The Bufka Farm

Bufka Farm
Bufka Barns

Kerry Kelly 2005

Text from Growing up in Leelanau by Norbert Bufka, © 2003.


The Bufka farm is located in the northern part of the Park on the west side of M-22 near Townline Road about 3.8 miles past CR-669. There are several picturesque buildings besides the house and barn.

This land was originally homesteaded by Joseph Bergman, born in Baden, Germany in 1794. He and his family immigrated to this area in the 1850s and built a cabin on this site. The cabin still exists, but has been incorporated into the chicken coop. It is typical for a homestead to be established and cabin to be built for the family to live in for a few years while the land is being cleared and barns and other out-buildings are built. Then a larger house is built for the family, and the original log cabin is used for other purposes.

The Bergman family moved to Chicago and the land was deeded to their daughter, Mary and her husband Nikodem Tabor. It is unclear how long the Tabors lived on the farm, but on September 20, 1880, Charles Faustin Bufka purchased the entire 200 acres and built the farm house that you see today. In fact, most of the buildings were built around 1880. As death approached, Charles Bufka deeded 120 acres to his son Joseph, 40 acres to his son Edward, and 40 acres to his wife, Mary. The land was further subdivided by family members until it was finally purchased by the National Park Service.

Most of the farm’s land was on the other side of M-22 from the buildings. The fields were rolling hills, and the Bufka’s grew a variety of grains, hay, and corn for the animals, and potatoes for their own consumption. They raised chickens for eggs and meat and raised pigs for meat. They also had a few dairy cows to provide milk and cream, which they used and sold the excess for cash. There are a variety of fruit trees scattered over the yard including apple, apricot, pear, and plum. They also raised strawberries and had a large vegetable garden. Most of the food was used for the family’s own consumption.

 
Bufka House
Bufka House

Kerry Kelly 2006

The farm had many acres of forest containing sugar maples, so making maple syrup became a family activity. The sap would be collected and boiled in an open pan over a wood fire. In the 1960s the family built a sugar shack on the other side of M-22 and sold the syrup to raise cash.

The house was built in 1880 by Charles Bufka with a fieldstone foundation, clapboard walls, an asphalt roof, and brick chimney. The kitchen and dining room were added in the early 1900s. Electricity came to the farm in 1928 from the Leland Dam, and Joseph Bufka (Charles’ youngest son) helped put in the poles and lines. The farm was at the end of the line.

 
Cedar shake-sided, barn-shaped building with many white-framed windows
The original log cabin homestead was converted into a chicken coop

Susan Pocklington, Preserve Historic Sleeping Bear

The garage and shop was originally built in the 1920s as a 2-bay garage, and the other two bays were added in the 1960s. The log barn/chicken coop was the original log cabin the Bergman family built on the homestead.
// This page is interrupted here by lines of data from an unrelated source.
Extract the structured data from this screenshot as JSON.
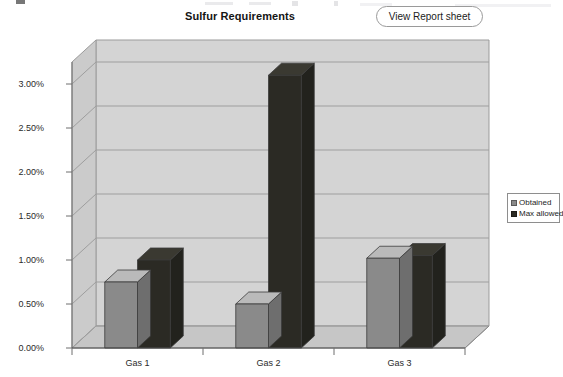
{
  "header": {
    "title": "Sulfur Requirements",
    "button_label": "View Report sheet"
  },
  "legend": {
    "items": [
      {
        "label": "Obtained",
        "color": "#8a8a8a",
        "icon": "square-swatch-icon"
      },
      {
        "label": "Max allowed",
        "color": "#2b2a24",
        "icon": "square-swatch-icon"
      }
    ]
  },
  "chart_data": {
    "type": "bar",
    "title": "Sulfur Requirements",
    "xlabel": "",
    "ylabel": "",
    "categories": [
      "Gas 1",
      "Gas 2",
      "Gas 3"
    ],
    "series": [
      {
        "name": "Obtained",
        "color": "#8a8a8a",
        "values": [
          0.75,
          0.5,
          1.02
        ]
      },
      {
        "name": "Max allowed",
        "color": "#2b2a24",
        "values": [
          1.0,
          3.1,
          1.05
        ]
      }
    ],
    "ylim": [
      0,
      3.25
    ],
    "ytick_labels": [
      "0.00%",
      "0.50%",
      "1.00%",
      "1.50%",
      "2.00%",
      "2.50%",
      "3.00%"
    ],
    "ytick_values": [
      0,
      0.5,
      1.0,
      1.5,
      2.0,
      2.5,
      3.0
    ],
    "grid": true,
    "legend_position": "right",
    "three_d": true,
    "value_format": "percent"
  }
}
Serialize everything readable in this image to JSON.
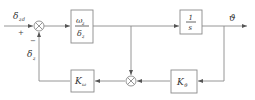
{
  "diagram": {
    "type": "control-block-diagram",
    "input": {
      "symbol": "δ",
      "subscript": "zd",
      "sign": "+"
    },
    "feedback_signal": {
      "symbol": "δ",
      "subscript": "z",
      "sign": "−"
    },
    "blocks": [
      {
        "id": "forward-gain",
        "numerator": "ω",
        "numerator_sub": "z",
        "denominator": "δ",
        "denominator_sub": "z"
      },
      {
        "id": "integrator",
        "numerator": "1",
        "denominator": "s"
      },
      {
        "id": "k-theta",
        "symbol": "K",
        "subscript": "ϑ"
      },
      {
        "id": "k-omega",
        "symbol": "K",
        "subscript": "ω"
      }
    ],
    "output": {
      "symbol": "ϑ"
    },
    "junctions": [
      {
        "id": "summing-junction",
        "glyph": "⊗"
      },
      {
        "id": "multiplier-junction",
        "glyph": "⊗"
      }
    ],
    "colors": {
      "line": "#8a8a8a",
      "box_border": "#8a8a8a",
      "text": "#333333"
    }
  }
}
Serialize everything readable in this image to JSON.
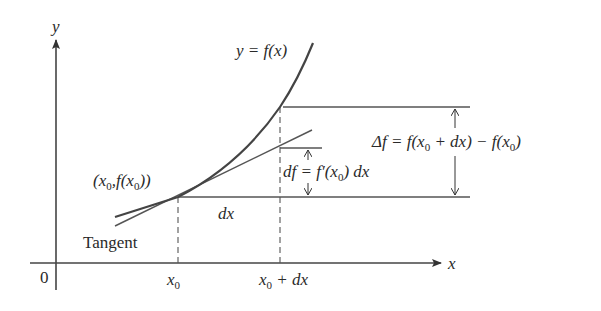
{
  "diagram": {
    "axes": {
      "y_label": "y",
      "x_label": "x",
      "origin_label": "0"
    },
    "curve_label": "y = f(x)",
    "point_label": {
      "open": "(",
      "x": "x",
      "sub": "0",
      "comma": ",",
      "f": "f(",
      "x2": "x",
      "sub2": "0",
      "close": "))"
    },
    "tangent_label": "Tangent",
    "dx_label": "dx",
    "tick_x0": {
      "main": "x",
      "sub": "0"
    },
    "tick_x0_dx": {
      "main": "x",
      "sub": "0",
      "rest": " + dx"
    },
    "df_label": {
      "lhs": "df",
      "eq": " = ",
      "fp": "f′(x",
      "sub": "0",
      "rest": ") dx"
    },
    "delta_f_label": {
      "lhs": "Δf",
      "eq": " = ",
      "a": "f(x",
      "sub1": "0",
      "b": " + dx) − f(x",
      "sub2": "0",
      "c": ")"
    },
    "colors": {
      "curve": "#4a4a4a",
      "lines": "#555555",
      "text": "#2a2a2a"
    }
  }
}
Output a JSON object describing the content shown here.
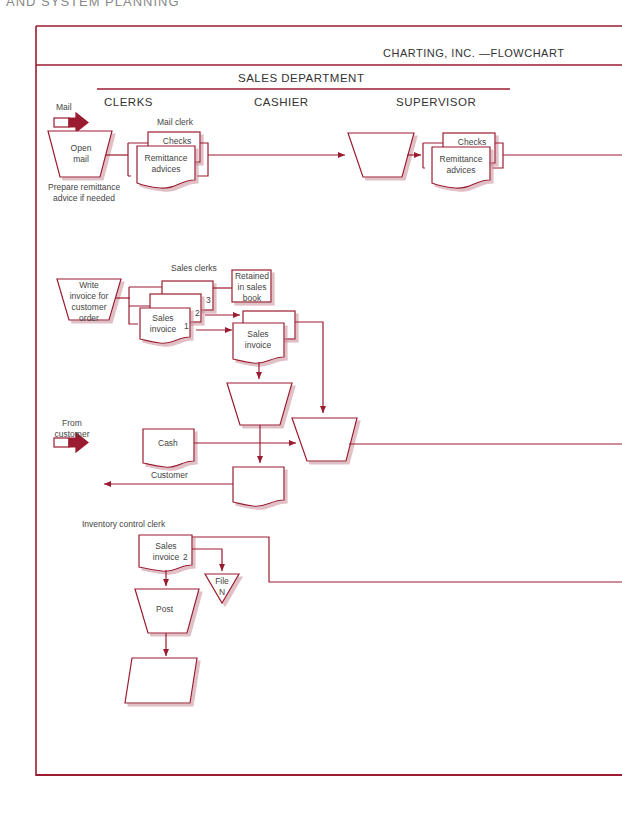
{
  "page_header_partial": "AND SYSTEM PLANNING",
  "title": "CHARTING, INC. —FLOWCHART",
  "department": "SALES DEPARTMENT",
  "lanes": [
    "CLERKS",
    "CASHIER",
    "SUPERVISOR"
  ],
  "colors": {
    "stroke": "#9b1b30",
    "arrow_fill": "#9b1b30",
    "text": "#444444",
    "shadow": "#d9b3bb"
  },
  "inputs": {
    "mail": "Mail",
    "from_customer_line1": "From",
    "from_customer_line2": "customer"
  },
  "mail_section": {
    "role": "Mail clerk",
    "open_mail_line1": "Open",
    "open_mail_line2": "mail",
    "note_line1": "Prepare remittance",
    "note_line2": "advice if needed",
    "doc_checks": "Checks",
    "doc_remittance_line1": "Remittance",
    "doc_remittance_line2": "advices",
    "supervisor_checks": "Checks",
    "supervisor_remittance_line1": "Remittance",
    "supervisor_remittance_line2": "advices"
  },
  "sales_section": {
    "role": "Sales clerks",
    "write_line1": "Write",
    "write_line2": "invoice for",
    "write_line3": "customer",
    "write_line4": "order",
    "retained_line1": "Retained",
    "retained_line2": "in sales",
    "retained_line3": "book",
    "invoice_line1": "Sales",
    "invoice_line2": "invoice",
    "copy1": "1",
    "copy2": "2",
    "copy3": "3",
    "cashier_invoice_line1": "Sales",
    "cashier_invoice_line2": "invoice",
    "cash": "Cash",
    "customer": "Customer"
  },
  "inventory_section": {
    "role": "Inventory control clerk",
    "invoice_line1": "Sales",
    "invoice_line2": "invoice",
    "copy": "2",
    "file_line1": "File",
    "file_line2": "N",
    "post": "Post"
  }
}
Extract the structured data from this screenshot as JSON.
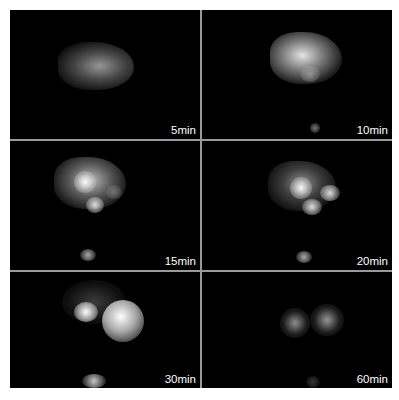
{
  "figure": {
    "layout": {
      "rows": 3,
      "cols": 2
    },
    "panels": [
      {
        "label": "5min"
      },
      {
        "label": "10min"
      },
      {
        "label": "15min"
      },
      {
        "label": "20min"
      },
      {
        "label": "30min"
      },
      {
        "label": "60min"
      }
    ],
    "colors": {
      "background": "#000000",
      "divider": "#9a9a9a",
      "label": "#ffffff",
      "page": "#ffffff"
    }
  }
}
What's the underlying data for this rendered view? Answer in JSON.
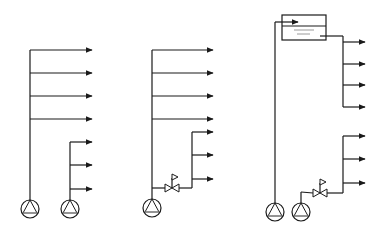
{
  "diagram": {
    "type": "hydraulic-schematic",
    "colors": {
      "line": "#1a1a1a",
      "accent_gray": "#9a9a9a",
      "background": "#ffffff"
    },
    "systems": [
      {
        "id": "two-pump-direct",
        "pumps": [
          {
            "cx": 30,
            "cy": 209
          },
          {
            "cx": 70,
            "cy": 209
          }
        ],
        "risers": [
          {
            "x": 30,
            "y_top": 50,
            "y_bottom": 200,
            "branches_y": [
              50,
              73,
              96,
              119
            ],
            "x_end": 92
          },
          {
            "x": 70,
            "y_top": 142,
            "y_bottom": 200,
            "branches_y": [
              142,
              165,
              189
            ],
            "x_end": 92
          }
        ]
      },
      {
        "id": "single-pump-with-pressure-reducing-valve",
        "pumps": [
          {
            "cx": 152,
            "cy": 208
          }
        ],
        "risers": [
          {
            "x": 152,
            "y_top": 50,
            "y_bottom": 199,
            "branches_y": [
              50,
              73,
              96,
              119
            ],
            "x_end": 213
          },
          {
            "x": 192,
            "y_top": 132,
            "y_bottom": 188,
            "branches_y": [
              132,
              155,
              179
            ],
            "x_end": 213
          }
        ],
        "valve": {
          "cx": 172,
          "cy": 188,
          "feed_from_x": 152
        }
      },
      {
        "id": "roof-tank-with-pressure-reducing-valve",
        "pumps": [
          {
            "cx": 275,
            "cy": 212
          },
          {
            "cx": 301,
            "cy": 212
          }
        ],
        "tank": {
          "x": 282,
          "y": 15,
          "w": 44,
          "h": 25,
          "water_y": 26,
          "inlet_y": 22,
          "outlet_y": 36
        },
        "tank_feed_riser_x": 275,
        "risers": [
          {
            "x": 343,
            "y_top": 36,
            "y_bottom": 107,
            "branches_y": [
              42,
              64,
              85,
              107
            ],
            "x_end": 365
          },
          {
            "x": 343,
            "y_top": 136,
            "y_bottom": 193,
            "branches_y": [
              136,
              159,
              183
            ],
            "x_end": 365
          }
        ],
        "valve": {
          "cx": 320,
          "cy": 193,
          "feed_from_x": 301
        }
      }
    ]
  }
}
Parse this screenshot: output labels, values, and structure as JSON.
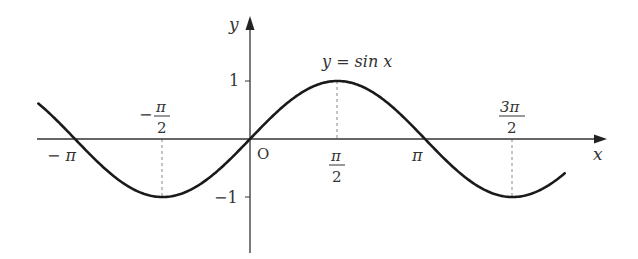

The modification to make it into a chicken coop was done around 1940. The logs are exposed on the east side of the building.

 
Red barn with white trimmed door and cupola on the roof
Bufka Barn

Susan Pocklington, Preserve Historic Sleeping Bear

The barn was built about 1908. Its construction is typical of barns in this area with a stone foundation, vertical board siding, and a metal roof. It is 24 feet by 36 feet with heavy hewn mortise and tenon frame. The gambrel roof has a large center ridge and a cross-gabled cupola with shutter vents adds character. The barn is built on a sloping hill so you could enter the upper floor on ground level to unload hay and the lower floor where the dairy cows were milked was also accessible at ground level around to the north side where the ground sloped down to the swamp. The upper floor had a hay sling on a pulley system that was used to stack hay in the higher part of the hay mow. A team of horses or later a tractor was used to lift the hay from the wagon to the top of the mow. Hay was raked into furrows and then pitched by hand onto the wagon until the 1950s when they hired a neighbor to bale the hay.

 
Red outbuilding with white doors
Bufka Corn Crib/Granary combination

Susan Pocklington, Preserve Historic Sleeping Bear, 2021

The granary/storage shed area is actually three structures all adjoined. It was used to store corn and grain to feed the farm animals. Note that the granary was built on a foundation above ground level and was built tightly. This was to keep the mice and other rodents from easy access to the grain. Most of the grain was stored on the second floor in bins with chutes to the first floor where it could be put into buckets to feed the animals. There is a corn crib built onto the granary as a lean-to. The corn crib was built with slats spaced a couple of inches apart to allow the corn to dry.